A circle of the little things, tiny puffy ears, big black noses, no eyes to be seen amongst any of them, forms around the neverending outback tree. The kangaroo hops over to the tree, hopping above the little things and onto the tree itself. The world spirals around him, a circle with him at its center, everything in even patterns, everything in even spirals, everything but for that kangaroo, that lone kangaroo. The kangaroo hops up the side of the tree, into the spiralling blackness above. It is like a circle of magpies, a circle of smoke, a swaying circle of little tiny dropbears sitting around a central lanky tree. The Irishman carefully steps over the little things and climbs the tree after the kangaroo.


He crawls for hours upon hours, nothing of note, dead branches long picked clean by the blind cloying mouths of the little things, the red earth below stretching for miles around, as far as the eye can see. He feels nauseous. The Irishman passes through the horrible spiraling black clouds, the horrible circling air around him, and enters a place very red, much redder than even the dirt of the outback. Veins and slimy goo cover everything, great bumps oozing liquids which stink to high heaven. The branches of the tree grow leaves here, reaching into the surrounding flesh and piercing it with its long eucalyptus boughs. There is no light here, but rather some light which pours in from without, through the thin wall of the veiny surrounding. Climbing further, he glances up and sees the kangaroo, still bounding up the side of the tree as if it were the ground underfoot. There is a tear in the wall here, and the Irishman can see a scene from without. A great big bonfire. Darkness surrounding all else. He can barely make out some shape in the flames, some lanky thing with a snout and two long tendrils reaching out. Dancing around this fire, throwing eggs into it, are some sort of strange cultists, not aborigines, nor British, nor Irish like him, some sort of scaled people. They have long muzzle faces, and fat torsos that mismatch their long lanky arms. It is the outback. There is a red rock face, painted art of kangaroos drawn into it. The dancing scaled men continue to throw eggs into the great big bonfire, heedless of the Irishman watching them.
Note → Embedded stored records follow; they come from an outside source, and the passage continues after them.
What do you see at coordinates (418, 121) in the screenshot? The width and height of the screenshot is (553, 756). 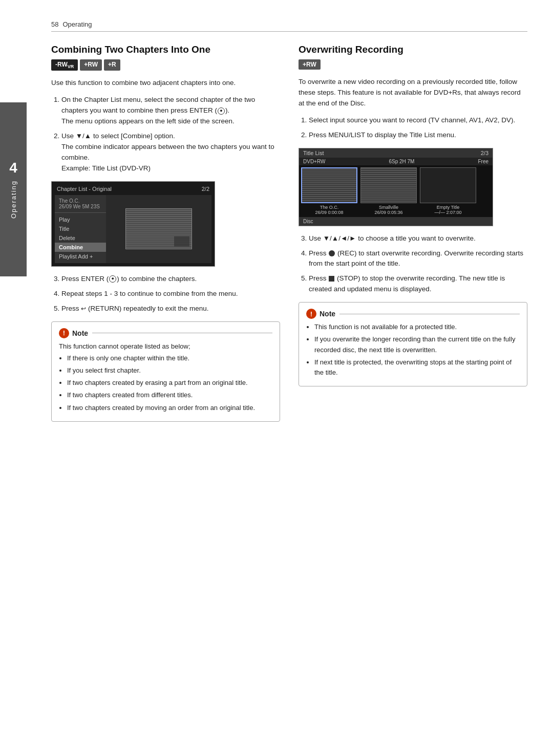 I see `right-step-1: Select input source you want to record (…` at bounding box center [418, 121].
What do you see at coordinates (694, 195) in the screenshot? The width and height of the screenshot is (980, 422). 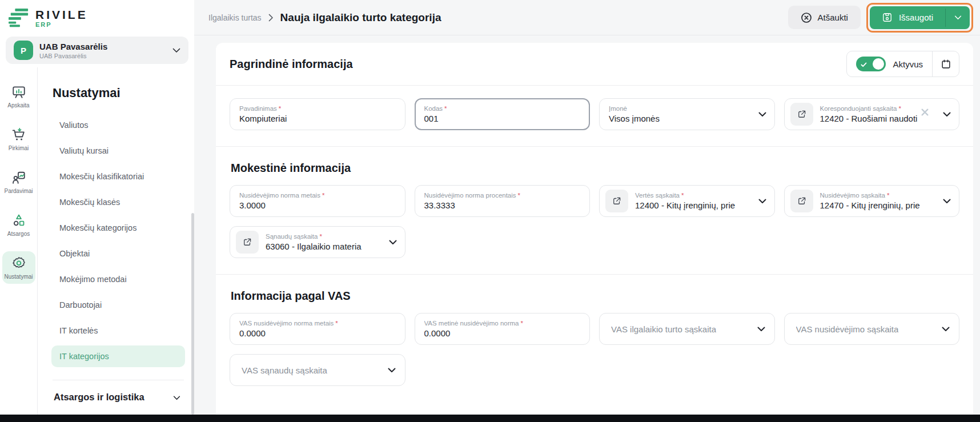 I see `field-label: Vertės sąskaita*` at bounding box center [694, 195].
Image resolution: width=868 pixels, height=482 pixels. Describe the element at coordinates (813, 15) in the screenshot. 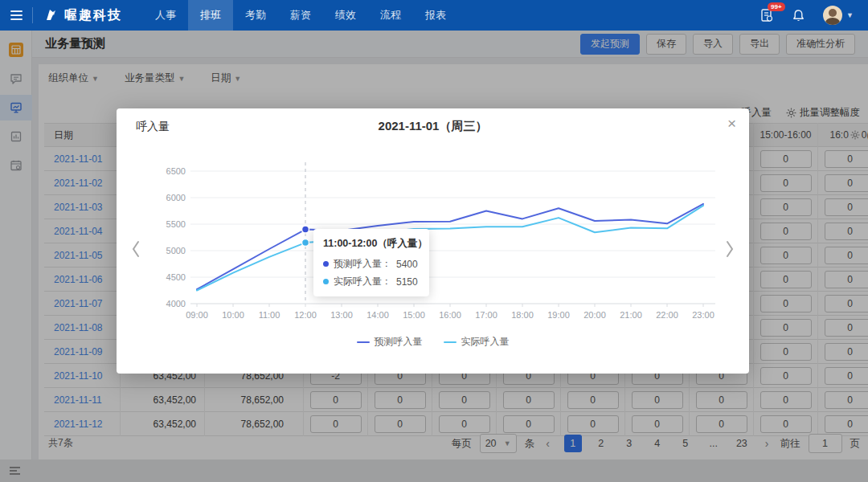

I see `nav-right: 99+ ▼` at that location.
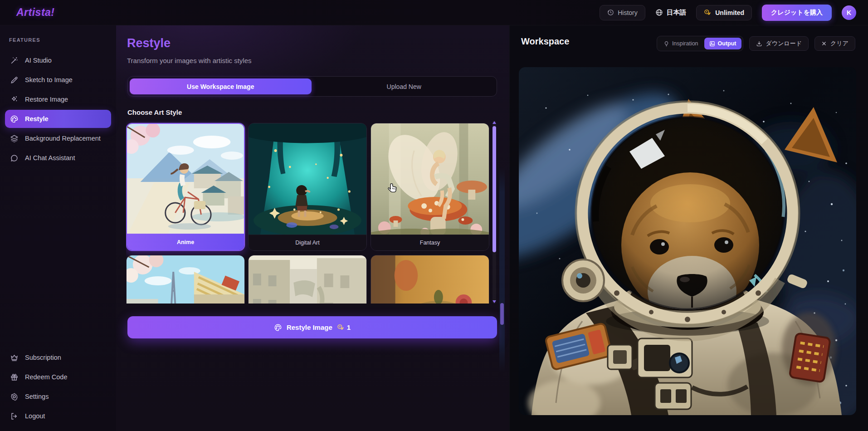  I want to click on sidebar-item-background-replacement: Background Replacement, so click(58, 138).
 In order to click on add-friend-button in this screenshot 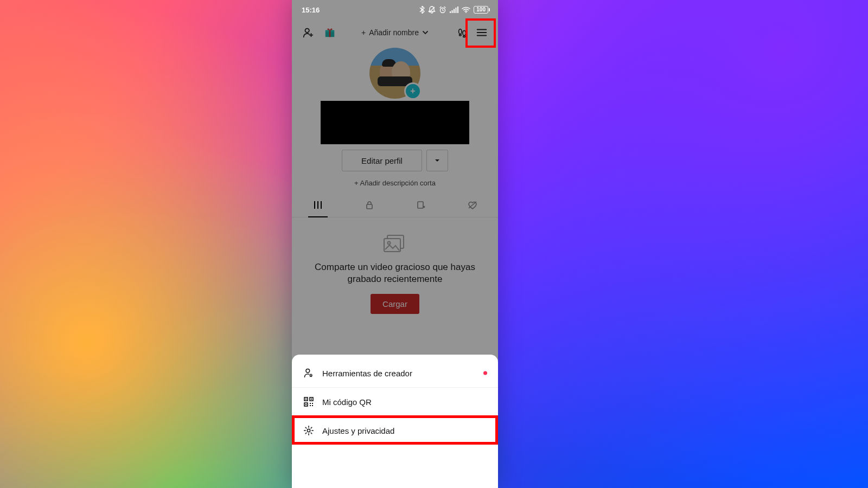, I will do `click(308, 33)`.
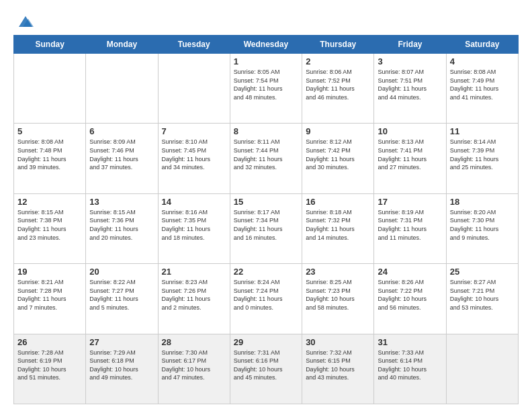 This screenshot has width=532, height=411. What do you see at coordinates (194, 132) in the screenshot?
I see `day-number: 7` at bounding box center [194, 132].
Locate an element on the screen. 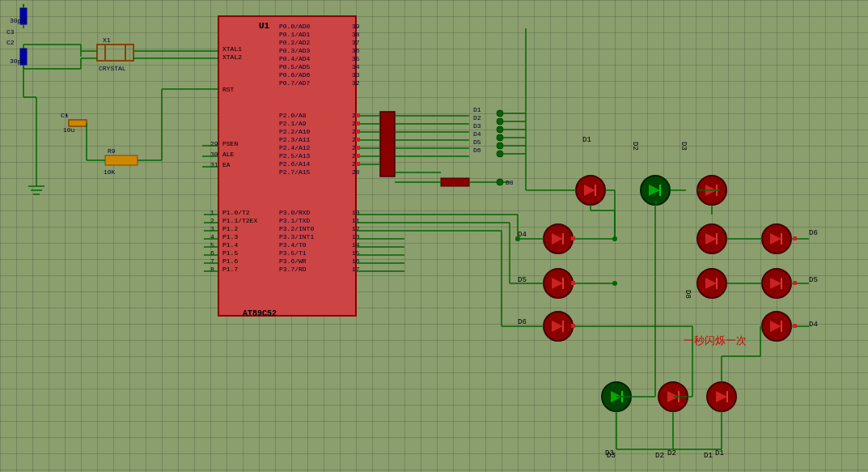  svg-text: 10K is located at coordinates (110, 172).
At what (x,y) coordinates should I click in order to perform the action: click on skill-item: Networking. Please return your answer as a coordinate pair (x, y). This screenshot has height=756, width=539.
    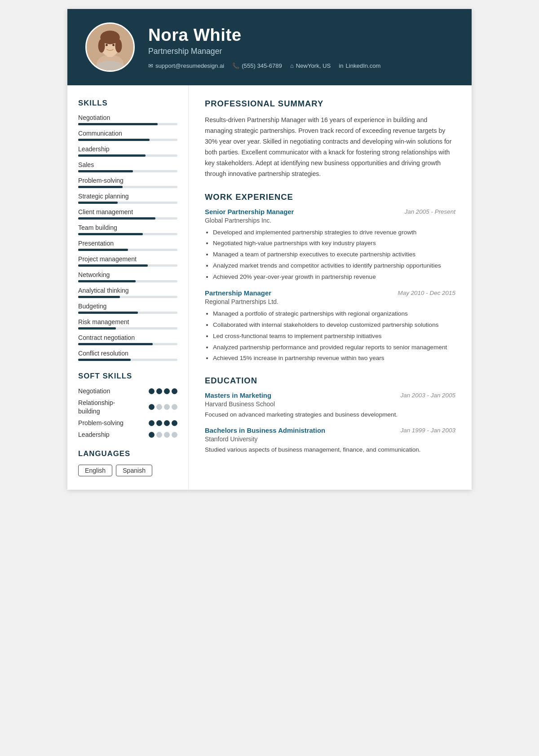
    Looking at the image, I should click on (128, 277).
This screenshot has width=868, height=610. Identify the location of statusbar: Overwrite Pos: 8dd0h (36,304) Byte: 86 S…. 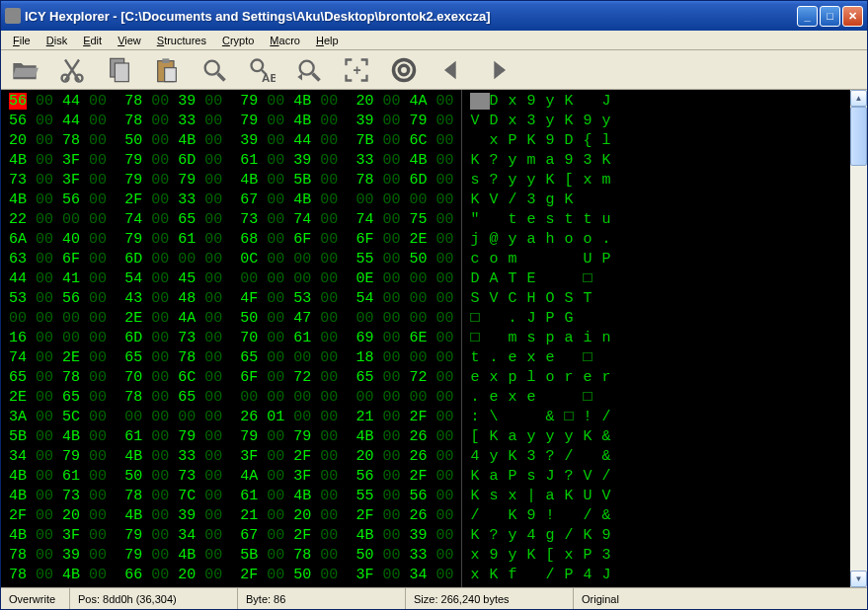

He continues climbing the neverending tree. He comes upon a great section of fleshy wall, warm and wet, dotted with a great number of those nozzles, little pink things clinging to them. They purr and mewl and suckle at the flesh, their eyes unformed, their bodies wet and slimy. They have no teeth. They have no legs. They have an unformed head and an unformed body. He touches one lightly, and it shivers and quakes like a boneless sea cucumber at his touch. He kisses it softly. He continues climbing.


The kangaroo above him makes one final jump through an opening into some black void beyond. He stays still for a moment, sweat streaming down his face, his clothing soaked with his own juices and those that are not his own. Ultimately, though he wavers, he jumps through the orifice. It is a cold void, though one lit by dancing and hopping stars. He can make out their shapes now, shapes of serpents and jumping kangaroos. His eyes dart around at the dancing shapes around him, suggestions of creatures made by outlines of stars, and he turns and sees Her. She is the mother, She is that which creates. She is a massive wall of furry flesh, featureless but for an orifice sitting squarely at its center, a wall of furry flesh which goes in every direction for an unknowable distance. He sees jumping motions in the distant void below him, but whatever legs are down there cannot jump off of anything. He hears a voice in his head, the squeaking and warbling voice of Her, of the kangaroos. Tears stream down his face, as he stares and as he hears.



He lies down on the red sand, tears staining his red face. A kangaroo nibbles on his skin but then hops off, coming up to a very tall tree which sits atop a very tall hill. It climbs up the tree. Looks like the warden was right.